Polarization will likely only worsen


Individualism is dead.

That’s the stark take-away from an analysis of congressional voting records by the National Journal.

Since 1982, the Journal has combed congressional votes on key issues and rated legislators’ records. Last year, it reviewed 95 significant votes in both chambers using a relative, not absolute, measure. In other words, it seeks to compare members with one another, so, for example, a liberal score of 70 means that member is more liberal than 70 percent of his or her colleagues.

In analyzing votes cast in 2010, the Journal concluded that the level of polarization was the highest in three decades of measurement. Every Senate Democrat compiled a voting record more liberal than every Senate Republican, and every Senate Republican compiled a voting record more conservative than every Senate Democrat. The House of Representatives was similarly divided.

in the middle

In 1982, for comparison, 36 Senate Democrats scored as conservative as Lowell Weicker, the most liberal Republican, and 24 Senate Republicans were as liberal as the most conservative Democrat, Edward Zorinsky. In other words, 60 percent of the Senate was somewhere in the middle.

Since then, the “the ideological outliers have been purged,” I was told recently by Ronald Brownstein, political director of the Journal and author of “The Second Civil War: How Extreme Partisanship Has Paralyzed Washington and Polarized America.” “The story of the last three decades of American politics is unstinting polarization, a fusion of ideology and partisanship.”

Gone are the days when Jesse Helms and Jacob Javits were colleagues in the Senate Republican caucus, while Hubert Humphrey and Richard Russell were both Democrats. Arlen Specter once discussed with me a meeting of moderate Republicans who gathered once a week to discuss policy and strategy. In the early 1980s, the group had two dozen members. By his last term in office, Specter was saying that “the moderates can meet in a phone booth.”

The trend is unmistakable and raises two questions: What accounts for the change? And is it necessarily negative?

Brownstein argued that a combination of factors explains the purge. First, he pointed toward changes in party leadership that facilitate ascendance based not on seniority but on the support of colleagues. This puts more pressure on legislators to toe a party line. For example, then-House Speaker Nancy Pelosi ousted Rep. John Dingell as chairman of the Energy and Commerce Committee when he wouldn’t go along on climate change.

Matt Bennett, co-founder of the centrist Democratic think tank Third Way, said members of Congress were polarized as a result of what he called “the great sorting out.”

“Congressional districts have gotten redder and bluer, and people have chosen to live with like-minded folks,” Bennett told me. “Add to that the phenomenon of closed primaries that occur at odd times (such as the middle of August) with extremely low turnout (around 4 percent), and you’re left with only the most committed members of the two parties choosing their congressional and Senate candidates.”

And let’s not forget the rise of the partisan media.

“The Internet, talk radio, cable TV all provide huge amplifiers for angry voices, which has created a system in which bad behavior (hyper-partisanship) is rewarded and bipartisanship is punished,” said Mark McKinnon, a GOP strategist who has worked for George W. Bush, John McCain, Lance Armstrong and Bono.

Opinionated media

The period of polarization in Congress charted by the Journal overlaps the rise of opinionated media. Rush Limbaugh launched nationally in 1988. Fox News went live in 1996. MSNBC hired Keith Olbermann in 2003. The split-screen television treatment of colleagues is now seen in Washington.

To what effect?

Political pragmatists are lacking in representation even as more Americans identify their general approach to issues as “moderate.”

Republicans are losing a voice in the Northeast. Democrats are disappearing from the South. And when consensus can’t be reached, problems don’t get solved.

So will it change? Probably not until it gets worse.

Michael Smerconish writes a weekly column for The Philadelphia Inquirer. Distributed by McClatchy-Tribune Information Services.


**YOUR INSTRUCTIONS**
Copy the lines of the data below exactly, starting at the first and stopping after the line that contains "pyautogui.click(x=<x>, y=<y>)"; include no pictures.

═══

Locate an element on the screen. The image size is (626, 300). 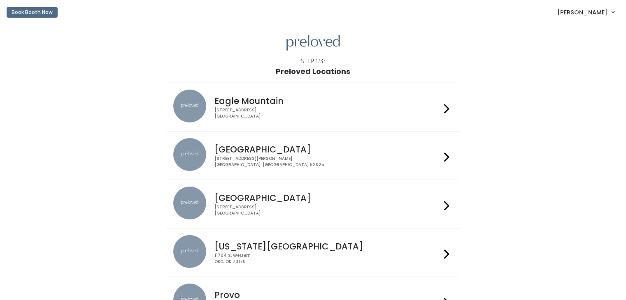
img: preloved logo is located at coordinates (313, 43).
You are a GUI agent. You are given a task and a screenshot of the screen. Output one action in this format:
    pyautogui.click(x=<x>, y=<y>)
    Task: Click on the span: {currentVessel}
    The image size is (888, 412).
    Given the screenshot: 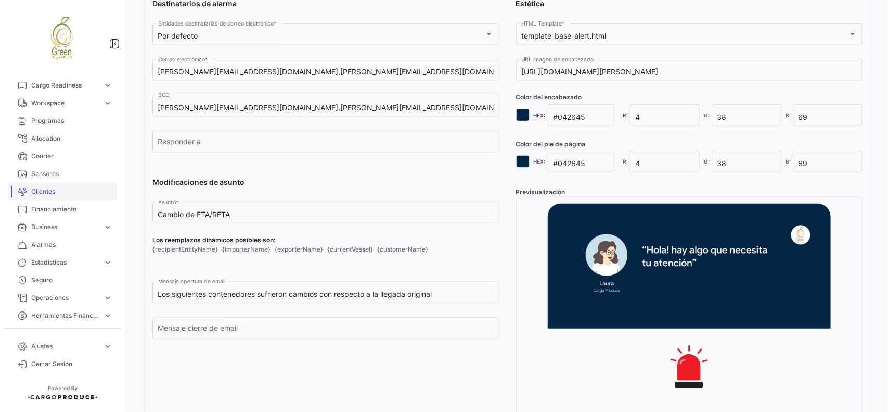 What is the action you would take?
    pyautogui.click(x=350, y=249)
    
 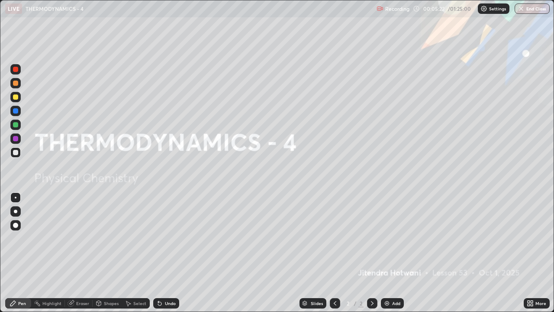 What do you see at coordinates (317, 303) in the screenshot?
I see `div: Slides` at bounding box center [317, 303].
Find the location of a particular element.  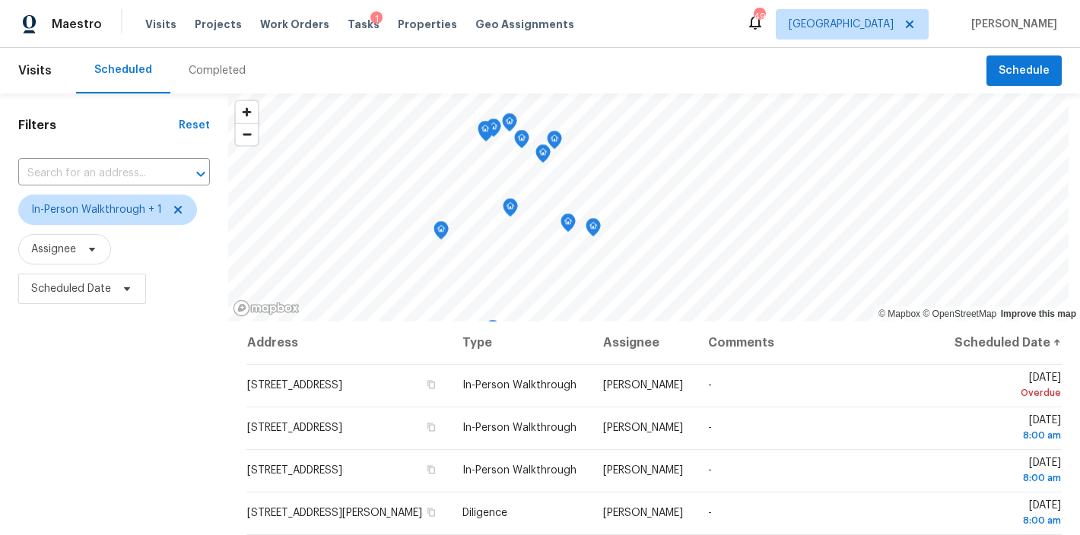

span: Assignee is located at coordinates (53, 249).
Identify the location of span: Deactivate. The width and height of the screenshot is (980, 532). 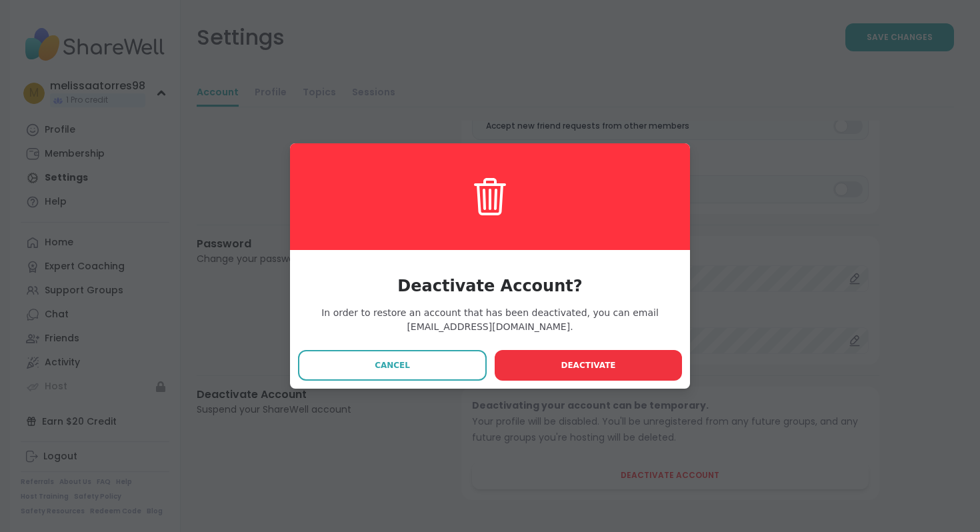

═══

**TASK RESULT**
Locate an element on the screen. The image size is (626, 300). 
img: preloved logo is located at coordinates (313, 43).
You are a GUI agent. You are given a task and a screenshot of the screen. Output one action in this format:
    pyautogui.click(x=<x>, y=<y>)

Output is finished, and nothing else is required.